Valli6
05-14-2014, 02:39 PM
Who could've guessed? :rolleyes:
Report: $100M donation to Newark schools largely gone
May 14, 2014 7:44 AM
NEWARK - Facebook founder Mark Zuckerberg’s $100 million pledge in 2010 to help rebuild Newark's schools has largely run dry, according to a New Yorker magazine investigative report.
Four years later, it’s uncertain if the gift praised by Gov. Chris Christie and then-Newark mayor Cory Booker will have much of a lasting positive effect on city schools.
The New Yorker piece, titled “Schooled” by Dale Russakoff, *looked at how the historic pledge came to be, where the money is being spent and what reforms are taking place in the city’s schools.
The report found more than $20 million of Zuckerberg’s gift and matching donations went to consulting firms with various specialties, including public relations, human resources, communications, data analysis, teacher evaluation.*
"Everybody's getting paid, but Raheem still can't read," Vivian Cox Fraser, the president of the Urban League of Essex County, told The New Yorker.
According to the New Yorker, “despite millions of dollars spent on community engagement — [officials] have yet to hold tough, open conversations with the people of Newark about exactly how much money the district has, where it is going, and what students aren’t getting as a result."
http://newjersey.news12.com/news/report-100m-donation-to-newark-schools-largely-gone-1.8016780
The New Yorker - by Dale Russakoff
May 19, 2014:
...Almost four years later, Newark has fifty new principals, four new public high schools, a new teachers’ contract that ties pay to performance, and an agreement by most charter schools to serve their share of the neediest students. But residents only recently learned that the overhaul would require thousands of students to move to other schools, and a thousand teachers and more than eight hundred support staff to be laid off within three years. In mid-April, seventy-seven members of the clergy signed a letter to Christie requesting a moratorium on the plan, citing “venomous” public anger and “the moral imperative” that people have power over their own destiny. Booker, now a U.S. senator, said in a recent interview that he understood families’ fear and anger: “My mom—she would’ve been fit to be tied with some of what happened.” But he characterized the rancor as “a sort of nadir,” and predicted that in two or three years Newark could be a national model of urban education. “That’s pretty monumental in terms of the accomplishment that will be.”
http://www.newyorker.com/reporting/2014/05/19/140519fa_fact_russakoff
Report: $100M donation to Newark schools largely gone
May 14, 2014 7:44 AM
NEWARK - Facebook founder Mark Zuckerberg’s $100 million pledge in 2010 to help rebuild Newark's schools has largely run dry, according to a New Yorker magazine investigative report.
Four years later, it’s uncertain if the gift praised by Gov. Chris Christie and then-Newark mayor Cory Booker will have much of a lasting positive effect on city schools.
The New Yorker piece, titled “Schooled” by Dale Russakoff, *looked at how the historic pledge came to be, where the money is being spent and what reforms are taking place in the city’s schools.
The report found more than $20 million of Zuckerberg’s gift and matching donations went to consulting firms with various specialties, including public relations, human resources, communications, data analysis, teacher evaluation.*
"Everybody's getting paid, but Raheem still can't read," Vivian Cox Fraser, the president of the Urban League of Essex County, told The New Yorker.
According to the New Yorker, “despite millions of dollars spent on community engagement — [officials] have yet to hold tough, open conversations with the people of Newark about exactly how much money the district has, where it is going, and what students aren’t getting as a result."
http://newjersey.news12.com/news/report-100m-donation-to-newark-schools-largely-gone-1.8016780
The New Yorker - by Dale Russakoff
May 19, 2014:
...Almost four years later, Newark has fifty new principals, four new public high schools, a new teachers’ contract that ties pay to performance, and an agreement by most charter schools to serve their share of the neediest students. But residents only recently learned that the overhaul would require thousands of students to move to other schools, and a thousand teachers and more than eight hundred support staff to be laid off within three years. In mid-April, seventy-seven members of the clergy signed a letter to Christie requesting a moratorium on the plan, citing “venomous” public anger and “the moral imperative” that people have power over their own destiny. Booker, now a U.S. senator, said in a recent interview that he understood families’ fear and anger: “My mom—she would’ve been fit to be tied with some of what happened.” But he characterized the rancor as “a sort of nadir,” and predicted that in two or three years Newark could be a national model of urban education. “That’s pretty monumental in terms of the accomplishment that will be.”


**Task to carry out**
A single number is wanted: how many lines of the data include the string "divider".

[[ Records, beginning ]]

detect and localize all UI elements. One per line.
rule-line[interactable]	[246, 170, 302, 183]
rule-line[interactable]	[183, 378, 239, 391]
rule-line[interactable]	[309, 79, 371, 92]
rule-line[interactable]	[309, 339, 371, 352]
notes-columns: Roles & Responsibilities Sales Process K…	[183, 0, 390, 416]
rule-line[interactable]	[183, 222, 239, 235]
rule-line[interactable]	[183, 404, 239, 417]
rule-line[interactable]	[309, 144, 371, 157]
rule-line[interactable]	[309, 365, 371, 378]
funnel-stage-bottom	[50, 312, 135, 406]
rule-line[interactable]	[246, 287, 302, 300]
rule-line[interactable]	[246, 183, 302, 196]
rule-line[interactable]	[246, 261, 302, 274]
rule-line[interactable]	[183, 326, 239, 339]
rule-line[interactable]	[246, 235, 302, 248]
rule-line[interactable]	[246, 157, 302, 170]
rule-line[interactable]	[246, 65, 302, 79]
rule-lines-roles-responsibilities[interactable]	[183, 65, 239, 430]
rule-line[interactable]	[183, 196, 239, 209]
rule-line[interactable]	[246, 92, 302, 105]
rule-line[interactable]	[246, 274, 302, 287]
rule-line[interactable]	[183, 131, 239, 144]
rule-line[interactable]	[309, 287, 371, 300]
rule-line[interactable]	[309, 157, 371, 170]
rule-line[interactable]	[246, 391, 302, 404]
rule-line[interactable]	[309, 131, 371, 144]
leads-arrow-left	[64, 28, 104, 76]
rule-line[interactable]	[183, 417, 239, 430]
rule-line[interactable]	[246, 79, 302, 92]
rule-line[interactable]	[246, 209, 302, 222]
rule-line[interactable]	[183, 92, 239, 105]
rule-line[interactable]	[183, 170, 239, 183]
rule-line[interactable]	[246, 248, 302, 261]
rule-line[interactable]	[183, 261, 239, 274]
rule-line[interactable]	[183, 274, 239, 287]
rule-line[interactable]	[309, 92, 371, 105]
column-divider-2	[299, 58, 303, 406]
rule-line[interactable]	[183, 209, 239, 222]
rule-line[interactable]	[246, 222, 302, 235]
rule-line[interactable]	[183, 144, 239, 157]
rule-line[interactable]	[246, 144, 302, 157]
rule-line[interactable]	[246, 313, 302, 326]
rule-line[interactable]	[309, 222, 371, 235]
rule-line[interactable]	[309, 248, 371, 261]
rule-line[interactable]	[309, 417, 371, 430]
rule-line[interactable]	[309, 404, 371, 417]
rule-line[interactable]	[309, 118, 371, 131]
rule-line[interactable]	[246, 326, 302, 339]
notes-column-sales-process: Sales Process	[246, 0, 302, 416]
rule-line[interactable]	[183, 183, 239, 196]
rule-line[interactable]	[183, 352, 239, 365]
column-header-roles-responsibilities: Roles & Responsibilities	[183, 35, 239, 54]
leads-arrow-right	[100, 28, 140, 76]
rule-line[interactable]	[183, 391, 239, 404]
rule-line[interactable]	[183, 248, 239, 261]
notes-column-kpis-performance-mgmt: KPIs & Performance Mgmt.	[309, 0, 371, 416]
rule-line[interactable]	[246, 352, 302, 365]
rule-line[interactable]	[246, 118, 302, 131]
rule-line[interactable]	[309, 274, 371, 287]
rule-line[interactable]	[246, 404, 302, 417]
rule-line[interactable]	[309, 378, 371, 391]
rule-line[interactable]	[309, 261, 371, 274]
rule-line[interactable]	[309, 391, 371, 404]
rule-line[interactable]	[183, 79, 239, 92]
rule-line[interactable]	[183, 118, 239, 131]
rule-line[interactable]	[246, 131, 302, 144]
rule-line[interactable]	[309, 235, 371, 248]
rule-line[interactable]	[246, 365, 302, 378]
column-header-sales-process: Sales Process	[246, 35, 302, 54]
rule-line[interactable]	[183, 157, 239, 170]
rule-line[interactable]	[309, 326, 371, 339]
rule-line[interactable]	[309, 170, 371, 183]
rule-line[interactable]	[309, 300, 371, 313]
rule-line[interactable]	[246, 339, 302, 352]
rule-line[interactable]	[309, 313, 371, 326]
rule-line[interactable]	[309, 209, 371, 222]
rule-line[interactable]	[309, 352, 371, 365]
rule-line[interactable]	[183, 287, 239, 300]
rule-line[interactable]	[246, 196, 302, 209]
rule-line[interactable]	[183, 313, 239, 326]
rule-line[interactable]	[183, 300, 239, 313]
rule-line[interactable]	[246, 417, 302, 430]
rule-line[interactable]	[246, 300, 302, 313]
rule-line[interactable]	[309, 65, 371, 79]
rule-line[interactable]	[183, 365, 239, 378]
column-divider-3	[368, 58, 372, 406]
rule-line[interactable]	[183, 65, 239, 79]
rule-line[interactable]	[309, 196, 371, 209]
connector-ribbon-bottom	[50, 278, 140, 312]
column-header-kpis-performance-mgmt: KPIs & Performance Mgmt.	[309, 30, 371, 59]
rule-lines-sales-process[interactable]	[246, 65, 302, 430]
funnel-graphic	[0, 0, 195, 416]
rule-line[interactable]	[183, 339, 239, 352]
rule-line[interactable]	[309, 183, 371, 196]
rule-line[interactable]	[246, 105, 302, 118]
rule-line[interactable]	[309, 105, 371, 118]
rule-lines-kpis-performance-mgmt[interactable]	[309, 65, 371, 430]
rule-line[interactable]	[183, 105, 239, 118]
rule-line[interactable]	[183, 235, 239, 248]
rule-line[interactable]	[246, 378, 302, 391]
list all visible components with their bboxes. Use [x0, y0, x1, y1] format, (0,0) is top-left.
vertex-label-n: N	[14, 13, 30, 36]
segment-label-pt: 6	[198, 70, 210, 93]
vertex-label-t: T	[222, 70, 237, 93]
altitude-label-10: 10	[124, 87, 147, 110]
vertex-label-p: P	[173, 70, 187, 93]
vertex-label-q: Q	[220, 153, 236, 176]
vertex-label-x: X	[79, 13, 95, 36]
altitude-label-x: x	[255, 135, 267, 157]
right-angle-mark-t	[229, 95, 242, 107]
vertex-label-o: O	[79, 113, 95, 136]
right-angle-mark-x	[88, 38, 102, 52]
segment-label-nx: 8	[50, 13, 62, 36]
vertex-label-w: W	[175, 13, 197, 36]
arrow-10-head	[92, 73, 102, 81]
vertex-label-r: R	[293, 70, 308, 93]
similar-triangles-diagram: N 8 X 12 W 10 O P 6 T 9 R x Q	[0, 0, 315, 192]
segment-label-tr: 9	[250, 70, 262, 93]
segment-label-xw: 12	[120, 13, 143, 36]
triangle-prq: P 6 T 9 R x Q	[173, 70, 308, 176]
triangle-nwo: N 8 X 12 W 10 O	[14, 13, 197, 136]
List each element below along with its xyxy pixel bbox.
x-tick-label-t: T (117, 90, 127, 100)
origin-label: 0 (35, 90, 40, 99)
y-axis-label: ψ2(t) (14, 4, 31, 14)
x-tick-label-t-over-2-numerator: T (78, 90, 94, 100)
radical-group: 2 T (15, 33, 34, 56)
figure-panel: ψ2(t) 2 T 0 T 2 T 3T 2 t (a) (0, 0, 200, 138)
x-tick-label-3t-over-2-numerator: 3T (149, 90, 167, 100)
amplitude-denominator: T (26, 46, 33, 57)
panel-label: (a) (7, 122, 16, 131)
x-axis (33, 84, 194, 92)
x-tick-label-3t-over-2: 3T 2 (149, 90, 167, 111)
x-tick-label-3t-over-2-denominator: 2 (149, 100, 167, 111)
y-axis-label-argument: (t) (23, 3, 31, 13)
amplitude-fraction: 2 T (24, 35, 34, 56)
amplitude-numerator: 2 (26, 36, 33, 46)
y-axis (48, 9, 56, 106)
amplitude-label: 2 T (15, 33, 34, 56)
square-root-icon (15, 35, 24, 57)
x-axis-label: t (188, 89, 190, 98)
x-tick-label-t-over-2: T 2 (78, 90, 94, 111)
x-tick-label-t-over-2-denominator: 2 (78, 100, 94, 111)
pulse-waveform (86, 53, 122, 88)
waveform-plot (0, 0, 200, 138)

[[ Records, end ]]

**Solution to this problem**
2